Anticipated El Niño Impact

“One of the reasons this record is concerning is that the effects of El Niño on global temperatures normally have a several month lag and are felt in the winter and spring,” said Schmidt. “Even though we have an El Niño developing now, the record warmth we are seeing is not yet related to that in a significant way. We expect to see the biggest impacts of the developing El Niño in February, March, and April 2024.”

NASA’s full temperature data set and the complete methodology used for the temperature calculation and its uncertainties are available here.

NASA Earth Observatory images by Lauren Dauphin, based on data from the NASA Goddard Institute for Space Studies.

2 Comments on "Feeling the Burn: July 2023 Was the Hottest Month on Record"

  1. “This continues the long-term trend in DRAMATIC warming that we have seen over the past four decades.”

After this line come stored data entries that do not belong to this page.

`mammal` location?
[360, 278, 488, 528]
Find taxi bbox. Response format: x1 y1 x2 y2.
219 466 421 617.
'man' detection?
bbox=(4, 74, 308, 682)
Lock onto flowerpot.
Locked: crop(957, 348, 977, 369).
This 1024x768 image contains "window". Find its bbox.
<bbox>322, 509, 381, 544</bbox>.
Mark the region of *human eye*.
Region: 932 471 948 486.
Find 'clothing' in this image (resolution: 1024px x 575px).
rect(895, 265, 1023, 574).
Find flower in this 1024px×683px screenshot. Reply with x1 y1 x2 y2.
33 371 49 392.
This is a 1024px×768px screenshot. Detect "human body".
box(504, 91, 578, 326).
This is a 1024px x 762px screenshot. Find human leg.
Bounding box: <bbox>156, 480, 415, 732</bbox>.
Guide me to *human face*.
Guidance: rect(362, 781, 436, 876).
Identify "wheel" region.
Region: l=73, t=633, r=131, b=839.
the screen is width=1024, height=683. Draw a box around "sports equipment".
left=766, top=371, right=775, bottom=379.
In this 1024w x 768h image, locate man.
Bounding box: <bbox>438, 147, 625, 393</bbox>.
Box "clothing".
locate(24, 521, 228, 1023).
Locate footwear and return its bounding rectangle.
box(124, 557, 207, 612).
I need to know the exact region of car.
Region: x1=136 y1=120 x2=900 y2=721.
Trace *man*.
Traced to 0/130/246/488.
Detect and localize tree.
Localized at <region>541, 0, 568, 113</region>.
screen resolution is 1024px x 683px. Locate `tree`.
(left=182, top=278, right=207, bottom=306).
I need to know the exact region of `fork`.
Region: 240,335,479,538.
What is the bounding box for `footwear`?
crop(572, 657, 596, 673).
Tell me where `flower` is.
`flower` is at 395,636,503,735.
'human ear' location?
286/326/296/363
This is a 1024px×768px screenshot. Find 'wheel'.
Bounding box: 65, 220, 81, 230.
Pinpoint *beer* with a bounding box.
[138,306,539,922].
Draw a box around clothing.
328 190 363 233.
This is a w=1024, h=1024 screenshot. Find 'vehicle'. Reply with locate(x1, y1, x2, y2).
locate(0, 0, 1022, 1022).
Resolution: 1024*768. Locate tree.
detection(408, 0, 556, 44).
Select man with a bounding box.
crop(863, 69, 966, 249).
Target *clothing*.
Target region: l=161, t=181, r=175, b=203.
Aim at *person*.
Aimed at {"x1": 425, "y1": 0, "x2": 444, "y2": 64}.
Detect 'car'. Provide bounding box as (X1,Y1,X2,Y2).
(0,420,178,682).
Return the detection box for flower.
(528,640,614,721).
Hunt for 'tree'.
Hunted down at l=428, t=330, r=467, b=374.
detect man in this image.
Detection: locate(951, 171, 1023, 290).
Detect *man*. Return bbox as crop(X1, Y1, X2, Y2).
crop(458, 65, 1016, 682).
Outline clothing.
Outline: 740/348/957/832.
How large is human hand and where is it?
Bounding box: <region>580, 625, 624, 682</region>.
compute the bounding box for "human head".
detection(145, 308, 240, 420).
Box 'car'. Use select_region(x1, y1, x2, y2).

    I wouldn’t call ~0.5 deg C in 40 years “dramatic” without stating what the uncertainty is in individual temperature measurements. NASA commonly, and unjustifiably, increases the claimed precision of average temperatures. Increasing precision in proportion to the square-root of the number of measurements is only justified when the thing being measured doesn’t change over the time that it is being measured, and the same thing is measured with the same thermometer. What is measured is tens of thousands of different parcels of air with tens of thousands of different thermometers, each with different calibration curves. That does not meet the requirement of measuring a stationary variable many times with the same instrument.

    “…, the top-five hottest Julys since 1880 have all happened in the past five years.” That is a non sequitur! If one has an increasing time-series, which reaches a plateau, one could truthfully make such a statement to include virtually all the years of the plateau, whether they be 10 or 100. The statement sounds impressive, but doesn’t really tell us much.

    “Human-caused emissions and high sea surface temperatures are significant contributors.”

    Indeed, others have suggested that the ‘record’ high temperature was not the result of actual measurements, but instead, a bug in the computer modeling program that produced predicted anomalously high sea surface temperatures on the Atlantic side of Antarctica (See the illustration at the top of this article.)

    This article is not substantially different from the August 15th article (Global Fever) and continues the poor-quality reporting initiated by that article, minus the references to President Biden’s agenda.

  2. The disaster on Maui has been the topic of news for the last week. As usual, the obligatory “climate change” has been mentioned as contributing to the disaster. Look at the map supplied by NASA, and you can see that there was negligible warming around Hawaii in July. Similarly, many, if not most, of the fires in Canada, north of the Great Lakes, show little or no anomalous July warming.

Leave a comment

Email address is optional. If provided, your email will not be published or shared.